Abstract morning lecture Martin Hartmann

Social Capital in the Network Society

In Robert Putnam’s Making Democracy Work (1993) social capital comprises features of social organizations such as trust, norms and networks that facilitate cooperation. Later Putnam uses social capital merely by referring to networks. In my lecture I analyze the relation between networks and social capital in relying on Putnam’s distinction between horizontal and vertical networks. While Putnam assumes that vertical networks, that is networks between unequal or unequally powerful individuals, cannot engender norms of reciprocal obligation and thus cannot produce social capital, I claim that social capital can be produced in the context of asymmetrical relations. To substantiate this thesis an economic model of networks is introduced and linked to neoliberal contemporary capitalism. In building upon the work of Boltanski and Chiapello it is further assumed that neoliberal capitalism is a network capitalism in which those who can successfully act in these networks as they are flexible and in possession of key qualifications rely on the work of a static and hardly recognized stratum of “doubles” that locally administers and organizes the social capital from which the successful, the ‘network opportunists’, profit.

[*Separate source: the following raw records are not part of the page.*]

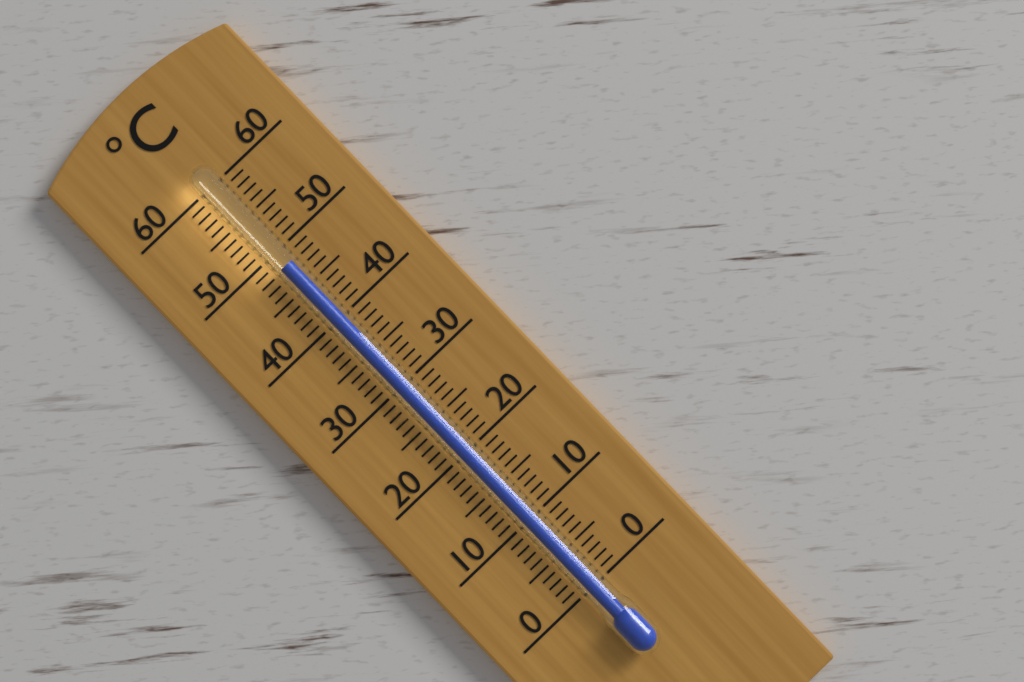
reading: 48 °C
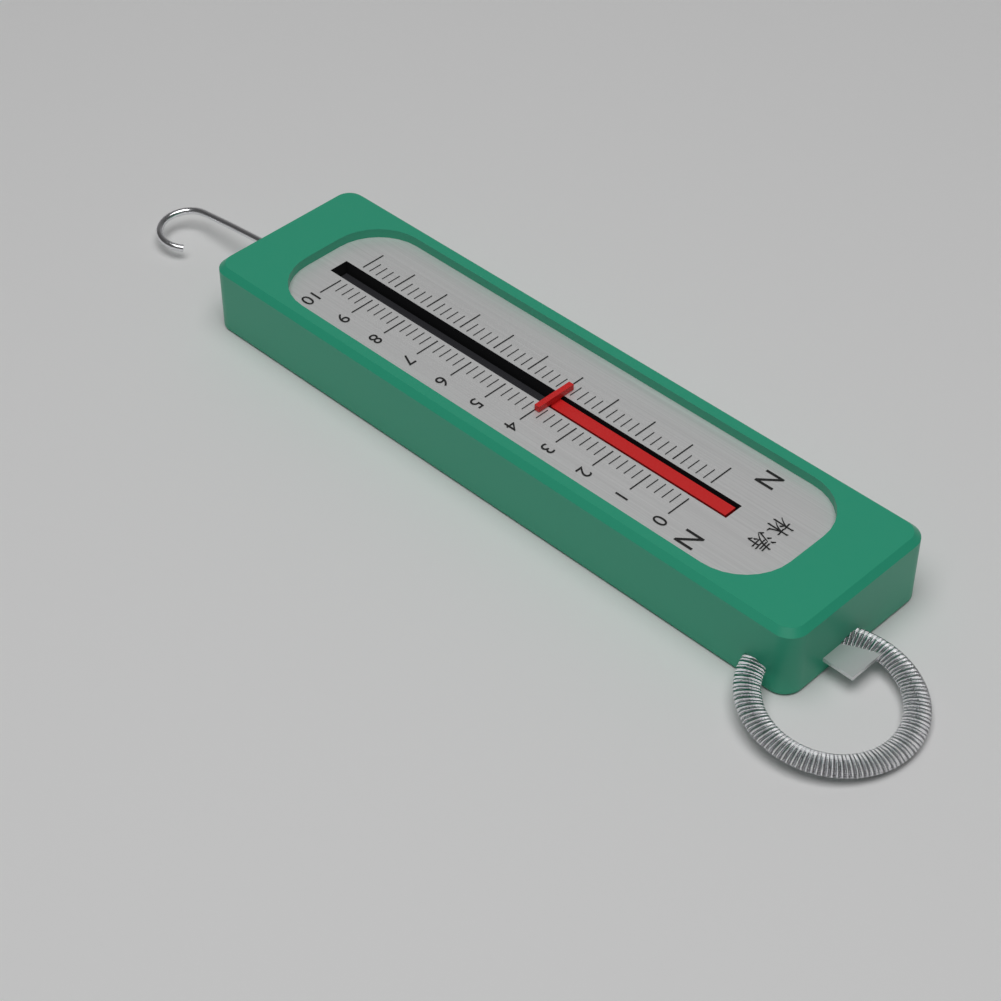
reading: 4.0 N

There is trust between these opportunists and their servants, a trust that even appears to be equally distributed. However, the network structures at hand lack the mechanisms, given in other, more intimate contexts of action, to sanction any breach of trust. This way network capitalism profits from a seemingly equal trust while not providing the less privileged individuals with the means to sanction breaches of trust in their own interest.